Josiah Citrin, Patti Röckenwagner and her husband, Hans Röckenwagner, pose outside of Dear John's in the daytime

Dear John’s owners, from left, Josiah Citrin, Patti Röckenwagner and Hans Röckenwagner outside the Culver City restaurant in 2019.

(Silvia Razgova / For The Times)

The project was originally conceived as a two-year pop-up in the space, which was slated for demolition. The trio announced their limited run from the start, a here-for-a-good-time-not-for-a-long-time throwback to the restaurant’s original, 1960s heyday with strong martinis, tableside service, red tablecloths and chophouse icons such as shrimp cocktails, steak tartare and oysters Rockefeller.

They updated some of the stalwarts by turning chicken parm into the now fan-favorite chicken Kiev that oozes mozzarella and tomato sauce, or serving caviar-topped tater tots. L.A. Times Food critic Bill Addison called it “a tableau from another time” and said its “three new owners are throwing Dear John’s an extended farewell.”

“I think we’ve been given an opportunity, an obligation, to do right by this place,” Hans Röckenwagner told The Times in 2019. “It’s been an honor for me, and you know what? Until then [when the building is demolished], we’re gonna have a great time.”

They intended to close the restaurant in April 2021 but due to COVID-19, when “everyone pressed the pause button on all of their plans,” said Patti Röckenwagner, they were able to extend their lease.

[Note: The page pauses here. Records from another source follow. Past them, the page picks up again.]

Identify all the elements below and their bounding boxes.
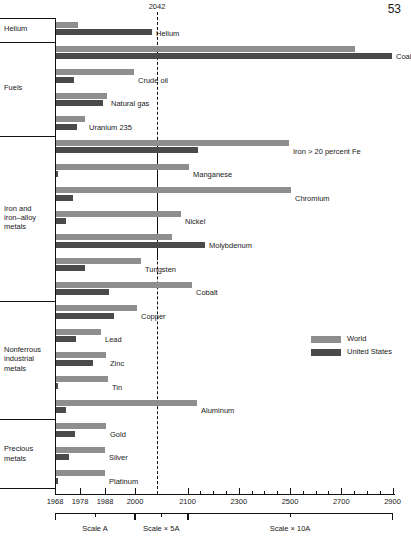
x-tick-2500 [290,488,291,494]
bar-label-nickel: Nickel [185,218,205,226]
bar-label-iron-20-percent-fe: Iron > 20 percent Fe [293,148,361,156]
bar-label-uranium-235: Uranium 235 [89,124,132,132]
x-minor-tick-2800 [367,491,368,494]
bar-world-iron-20-percent-fe [56,140,289,146]
bar-world-natural-gas [56,93,107,99]
bar-us-aluminum [56,407,66,413]
bar-us-tin [56,383,58,389]
group-label: Iron andiron–alloymetals [4,204,54,232]
bar-label-tungsten: Tungsten [145,266,176,274]
group-label: Preciousmetals [4,444,54,463]
group-label-line: Nonferrous [4,345,54,354]
x-minor-tick-2650 [328,491,329,494]
bar-us-coal [56,53,392,59]
legend-swatch-us [311,349,341,356]
projection-year-label: 2042 [149,2,166,11]
x-tick-label-1988: 1988 [97,497,114,506]
bar-us-tungsten [56,265,85,271]
group-label: Fuels [4,83,54,92]
legend-label-us: United States [347,347,392,356]
x-tick-label-2700: 2700 [333,497,350,506]
bar-us-crude-oil [56,77,74,83]
x-tick-label-2000: 2000 [127,497,144,506]
bar-world-silver [56,447,105,453]
x-minor-tick-2250 [226,491,227,494]
bar-us-natural-gas [56,100,103,106]
scale-brace-center-nub [290,513,291,517]
group-separator [0,136,56,137]
bar-label-crude-oil: Crude oil [138,77,168,85]
bar-label-tin: Tin [112,384,122,392]
x-minor-tick-2450 [277,491,278,494]
bar-world-gold [56,423,106,429]
group-separator [0,18,56,19]
bar-label-cobalt: Cobalt [196,289,218,297]
x-tick-label-2900: 2900 [384,497,401,506]
x-tick-label-2500: 2500 [282,497,299,506]
group-separator [0,419,56,420]
x-tick-2300 [239,488,240,494]
legend-swatch-world [311,336,341,343]
x-minor-tick-2550 [303,491,304,494]
group-label-line: metals [4,222,54,231]
bar-label-aluminum: Aluminum [201,407,234,415]
scale-label: Scale A [82,524,107,533]
bar-world-tungsten [56,258,141,264]
bar-label-molybdenum: Molybdenum [209,242,252,250]
x-tick-label-1968: 1968 [47,497,64,506]
group-label-line: industrial [4,354,54,363]
bar-world-aluminum [56,400,197,406]
group-separator [0,301,56,302]
bar-label-platinum: Platinum [109,478,138,486]
x-tick-2700 [341,488,342,494]
group-separator [0,42,56,43]
bar-label-natural-gas: Natural gas [111,100,149,108]
bar-world-platinum [56,470,105,476]
bar-world-helium [56,22,78,28]
bar-us-molybdenum [56,242,205,248]
bar-world-lead [56,329,101,335]
x-tick-2000 [135,488,136,494]
bar-world-copper [56,305,137,311]
bar-world-tin [56,376,108,382]
group-label-line: metals [4,454,54,463]
bar-world-cobalt [56,282,192,288]
bar-us-nickel [56,218,66,224]
scale-brace-center-nub [161,513,162,517]
group-separator [0,488,56,489]
bar-label-zinc: Zinc [110,360,124,368]
bar-world-nickel [56,211,181,217]
x-tick-1988 [105,488,106,494]
bar-us-iron-20-percent-fe [56,147,198,153]
group-label-line: metals [4,364,54,373]
x-tick-label-1978: 1978 [72,497,89,506]
x-minor-tick-2750 [354,491,355,494]
x-minor-tick-2200 [213,491,214,494]
group-label: Helium [4,24,54,33]
bar-us-chromium [56,195,73,201]
bar-world-zinc [56,352,106,358]
bar-label-coal: Coal [396,53,411,61]
bar-label-copper: Copper [141,313,166,321]
scale-brace-center-nub [95,513,96,517]
x-axis-line [55,494,395,495]
bar-label-lead: Lead [105,336,122,344]
bar-world-uranium-235 [56,116,85,122]
legend-label-world: World [347,334,366,343]
x-tick-1968 [55,488,56,494]
group-label-line: Iron and [4,204,54,213]
x-minor-tick-2400 [264,491,265,494]
group-label-line: iron–alloy [4,213,54,222]
bar-us-lead [56,336,76,342]
bar-us-manganese [56,171,58,177]
x-minor-tick-2350 [252,491,253,494]
group-label-line: Precious [4,444,54,453]
x-tick-label-2100: 2100 [179,497,196,506]
bar-us-platinum [56,478,58,484]
bar-label-chromium: Chromium [295,195,330,203]
x-minor-tick-2150 [200,491,201,494]
bar-label-manganese: Manganese [193,171,232,179]
bar-us-silver [56,454,69,460]
bar-world-crude-oil [56,69,134,75]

Even then, the future of the restaurant’s limited run remained unclear in the face of the pandemic; a pivot to takeout with “heat-and-eat” TV-style dinners in compartmentalized aluminum trays helped keep their staff employed, and they added a makeshift patio for outdoor dining.

Business continued and as the team inched toward the spring of 2023, they knew they didn’t want the song to end. A social media post and e-newsletter blast informed fans that May 31 would be the restaurant’s final day of service, and comments poured in urging the ownership to do something, anything to keep the space.

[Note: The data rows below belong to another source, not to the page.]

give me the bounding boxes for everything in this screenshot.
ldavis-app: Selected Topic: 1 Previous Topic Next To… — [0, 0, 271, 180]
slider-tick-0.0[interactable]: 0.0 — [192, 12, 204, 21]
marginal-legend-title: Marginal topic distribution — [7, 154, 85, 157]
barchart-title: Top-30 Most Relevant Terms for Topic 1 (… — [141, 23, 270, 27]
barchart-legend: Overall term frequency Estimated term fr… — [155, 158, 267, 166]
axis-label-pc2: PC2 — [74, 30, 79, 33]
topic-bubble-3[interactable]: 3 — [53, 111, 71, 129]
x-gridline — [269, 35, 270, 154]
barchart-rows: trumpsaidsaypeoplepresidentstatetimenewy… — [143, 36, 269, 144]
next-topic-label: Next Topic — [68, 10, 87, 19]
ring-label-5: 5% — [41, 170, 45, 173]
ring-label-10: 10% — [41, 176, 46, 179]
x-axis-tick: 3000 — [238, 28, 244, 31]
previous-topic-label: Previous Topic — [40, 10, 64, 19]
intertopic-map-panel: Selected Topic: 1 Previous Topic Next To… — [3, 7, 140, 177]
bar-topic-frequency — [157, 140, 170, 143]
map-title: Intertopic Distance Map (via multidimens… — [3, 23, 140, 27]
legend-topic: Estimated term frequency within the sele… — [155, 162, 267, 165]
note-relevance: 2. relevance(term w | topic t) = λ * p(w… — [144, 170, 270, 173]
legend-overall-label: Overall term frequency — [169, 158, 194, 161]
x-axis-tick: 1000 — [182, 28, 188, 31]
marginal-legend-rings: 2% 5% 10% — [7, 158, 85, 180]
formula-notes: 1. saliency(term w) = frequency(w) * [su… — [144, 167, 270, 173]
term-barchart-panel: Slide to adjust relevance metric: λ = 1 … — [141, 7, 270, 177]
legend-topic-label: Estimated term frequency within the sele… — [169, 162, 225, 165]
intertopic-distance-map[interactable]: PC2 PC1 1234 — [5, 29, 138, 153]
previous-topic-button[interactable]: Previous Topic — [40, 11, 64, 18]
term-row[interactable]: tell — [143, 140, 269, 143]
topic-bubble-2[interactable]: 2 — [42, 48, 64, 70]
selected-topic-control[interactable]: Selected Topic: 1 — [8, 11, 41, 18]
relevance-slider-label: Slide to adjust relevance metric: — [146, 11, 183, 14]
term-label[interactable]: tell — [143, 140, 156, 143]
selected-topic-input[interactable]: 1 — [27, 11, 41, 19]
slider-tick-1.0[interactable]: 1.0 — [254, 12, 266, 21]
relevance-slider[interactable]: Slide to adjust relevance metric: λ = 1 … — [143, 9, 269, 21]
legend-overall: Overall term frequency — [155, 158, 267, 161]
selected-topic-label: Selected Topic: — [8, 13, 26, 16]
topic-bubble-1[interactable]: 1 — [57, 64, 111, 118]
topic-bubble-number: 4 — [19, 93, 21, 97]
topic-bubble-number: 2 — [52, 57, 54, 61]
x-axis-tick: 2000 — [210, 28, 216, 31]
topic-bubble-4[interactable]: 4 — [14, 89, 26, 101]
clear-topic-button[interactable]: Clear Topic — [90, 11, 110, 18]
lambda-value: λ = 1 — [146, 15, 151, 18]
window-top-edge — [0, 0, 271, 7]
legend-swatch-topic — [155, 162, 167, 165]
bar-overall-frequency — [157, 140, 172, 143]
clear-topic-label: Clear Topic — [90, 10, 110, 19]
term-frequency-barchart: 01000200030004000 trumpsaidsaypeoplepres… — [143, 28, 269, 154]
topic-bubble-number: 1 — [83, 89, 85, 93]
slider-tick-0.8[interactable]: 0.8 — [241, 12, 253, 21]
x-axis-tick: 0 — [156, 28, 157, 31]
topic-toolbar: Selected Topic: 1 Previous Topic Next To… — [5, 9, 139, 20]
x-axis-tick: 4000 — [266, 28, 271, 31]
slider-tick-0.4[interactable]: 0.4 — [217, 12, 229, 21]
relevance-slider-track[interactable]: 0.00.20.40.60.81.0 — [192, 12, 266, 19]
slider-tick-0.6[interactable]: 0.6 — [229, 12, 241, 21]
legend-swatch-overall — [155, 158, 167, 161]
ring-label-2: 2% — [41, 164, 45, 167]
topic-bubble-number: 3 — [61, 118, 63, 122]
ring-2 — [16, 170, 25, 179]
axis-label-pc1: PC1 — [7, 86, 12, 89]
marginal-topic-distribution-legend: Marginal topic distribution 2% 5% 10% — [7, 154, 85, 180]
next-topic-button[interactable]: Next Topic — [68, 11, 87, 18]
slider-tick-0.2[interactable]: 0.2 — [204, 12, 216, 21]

Dining room captain Hank Kelly prepares a classic caesar salad tableside at Dear John's in 2019.

Dining room captain Hank Kelly prepares a classic caesar salad tableside at Dear John’s in 2019. The reprise of the restaurant focused on throwback-dining hallmarks and classic chophouse dishes.

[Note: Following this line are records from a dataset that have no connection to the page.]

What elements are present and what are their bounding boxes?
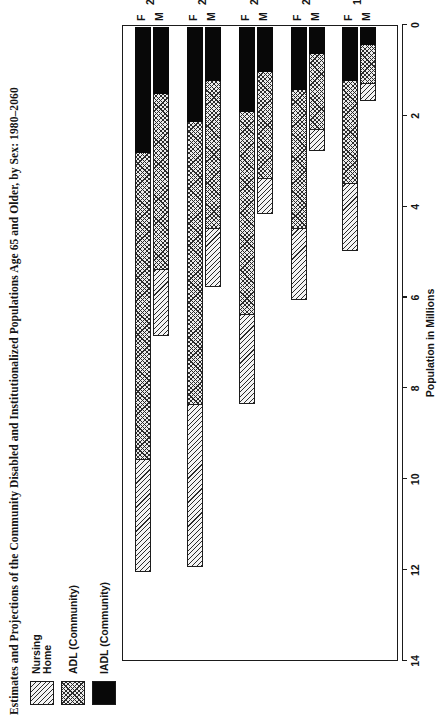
legend-item-iadl: IADL (Community) (92, 582, 116, 705)
category-label-sex-f-2040: F (187, 15, 199, 21)
bar-segment-nursing-home (360, 83, 376, 101)
x-tick-label: 10 (409, 473, 421, 485)
x-tick-label: 14 (409, 655, 421, 667)
category-label-sex-m-2040: M (205, 12, 217, 21)
bar-1980-f (342, 27, 358, 660)
bar-segment-iadl (360, 27, 376, 45)
x-tick-label: 6 (409, 295, 421, 301)
x-tick-label: 12 (409, 564, 421, 576)
bar-segment-iadl (342, 27, 358, 81)
bar-1980-m (360, 27, 376, 660)
category-label-year-2060: 2060 (144, 0, 156, 5)
category-label-sex-f-2060: F (135, 15, 147, 21)
category-label-year-1980: 1980 (351, 0, 363, 5)
bar-segment-nursing-home (239, 314, 255, 404)
bar-segment-nursing-home (342, 183, 358, 251)
x-tick-label: 4 (409, 204, 421, 210)
category-label-year-2000: 2000 (300, 0, 312, 5)
x-tick (402, 206, 407, 207)
bar-segment-nursing-home (257, 178, 273, 214)
bar-segment-iadl (309, 27, 325, 54)
bar-2060-m (153, 27, 169, 660)
category-label-sex-f-2000: F (291, 15, 303, 21)
bar-segment-adl (187, 121, 203, 406)
bar-segment-adl (135, 152, 151, 459)
legend-item-nursing-home: Nursing Home (30, 582, 54, 705)
x-tick (402, 660, 407, 661)
bar-segment-adl (205, 80, 221, 229)
category-label-sex-m-1980: M (360, 12, 372, 21)
x-tick-label: 0 (409, 22, 421, 28)
plot-area (122, 25, 398, 661)
bar-2060-f (135, 27, 151, 660)
bar-segment-nursing-home (205, 228, 221, 287)
bar-segment-iadl (187, 27, 203, 122)
chart-legend: Nursing Home ADL (Community) IADL (Commu… (30, 582, 116, 705)
x-axis-title: Population in Millions (424, 25, 436, 661)
bar-2020-m (257, 27, 273, 660)
category-label-year-2040: 2040 (196, 0, 208, 5)
legend-swatch-nursing-home-icon (30, 681, 54, 705)
bar-segment-adl (342, 80, 358, 184)
bar-2040-m (205, 27, 221, 660)
legend-label-nursing-home: Nursing Home (31, 634, 52, 674)
x-tick (402, 24, 407, 25)
bar-segment-nursing-home (187, 404, 203, 567)
bar-2040-f (187, 27, 203, 660)
rotated-figure-canvas: Estimates and Projections of the Communi… (0, 0, 447, 721)
bar-segment-adl (239, 111, 255, 314)
category-label-year-2020: 2020 (248, 0, 260, 5)
category-label-sex-f-1980: F (342, 15, 354, 21)
bar-2000-m (309, 27, 325, 660)
category-label-sex-f-2020: F (239, 15, 251, 21)
x-tick (402, 569, 407, 570)
category-label-sex-m-2000: M (309, 12, 321, 21)
legend-item-adl: ADL (Community) (61, 582, 85, 705)
category-label-sex-m-2060: M (153, 12, 165, 21)
bar-segment-adl (360, 44, 376, 85)
bar-segment-nursing-home (153, 269, 169, 337)
bar-segment-nursing-home (291, 228, 307, 300)
bar-segment-iadl (205, 27, 221, 81)
bar-segment-adl (291, 89, 307, 229)
bar-segment-iadl (153, 27, 169, 95)
x-tick (402, 387, 407, 388)
bar-segment-nursing-home (309, 129, 325, 152)
figure-title: Estimates and Projections of the Communi… (8, 3, 20, 715)
bar-segment-iadl (239, 27, 255, 113)
legend-label-iadl: IADL (Community) (99, 582, 110, 674)
x-tick (402, 296, 407, 297)
bar-segment-iadl (135, 27, 151, 154)
legend-swatch-iadl-icon (92, 681, 116, 705)
bar-segment-nursing-home (135, 459, 151, 572)
bars-layer (124, 27, 397, 660)
bar-2020-f (239, 27, 255, 660)
bar-segment-iadl (257, 27, 273, 72)
x-axis-line (402, 25, 403, 661)
bar-segment-adl (309, 53, 325, 130)
x-tick-label: 2 (409, 113, 421, 119)
bar-segment-adl (257, 71, 273, 179)
category-label-sex-m-2020: M (257, 12, 269, 21)
x-tick-label: 8 (409, 386, 421, 392)
bar-segment-adl (153, 93, 169, 269)
x-tick (402, 115, 407, 116)
bar-segment-iadl (291, 27, 307, 90)
bar-2000-f (291, 27, 307, 660)
legend-label-adl: ADL (Community) (68, 585, 79, 674)
legend-swatch-adl-icon (61, 681, 85, 705)
x-tick (402, 478, 407, 479)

(Silvia Razgova / For The Times)

The last few months of lease negotiations haven’t been easy. Many weeks were stressful for the entire team, including the staff who waited until the possible final day of service to hear of the restaurant’s future — though the owners hoped to employ all of their team at their sibling concept Dear Jane’s, in Marina del Rey, should the new lease fall through.

Citrin and the Röckenwagners had to make a few concessions in order to secure the restaurant’s next five years, including losing parking spaces (they plan to launch valet service soon, accordingly). The rent is also rising by “a very big increase,” an especially difficult consideration while trying to map the future during economic concerns and a WGA strike that has the potential to greatly affect the L.A. restaurant industry — especially for a restaurant like Dear John’s, which maintains a number of celebrity regulars for business dinners, premieres and other events.

They’re “keeping an eye on it” and hoping it resolves well. But, Patti Röckenwagner says, if their customers came to support Dear John’s throughout COVID-19, she’s hopeful that they can make it through anything. The decision to reopen is primarily due to — and entirely possible through — Dear John’s fans.

The outpouring in person and on social media, she says, has been huge, made even more possible by added visibility from reposts and comments by actors like Clark Gregg, Melanie Griffith, Tiffany Haddish and John Stamos. “Everything Everywhere All at Once’s” Curtis, a close friend of the Röckenwagners and the voice behind the restaurant’s answering machine, wrote what Patti Röckenwagner called “a very impassioned letter” to the landlord in an effort to get the lease extended.

“It’s really our customers who have shown up over and over and over again — even up until not knowing whether we were going to be able to stay open or not — and in a huge way,” she said. “Through COVID and through these last months of negotiating, that’s really what’s kept us going.”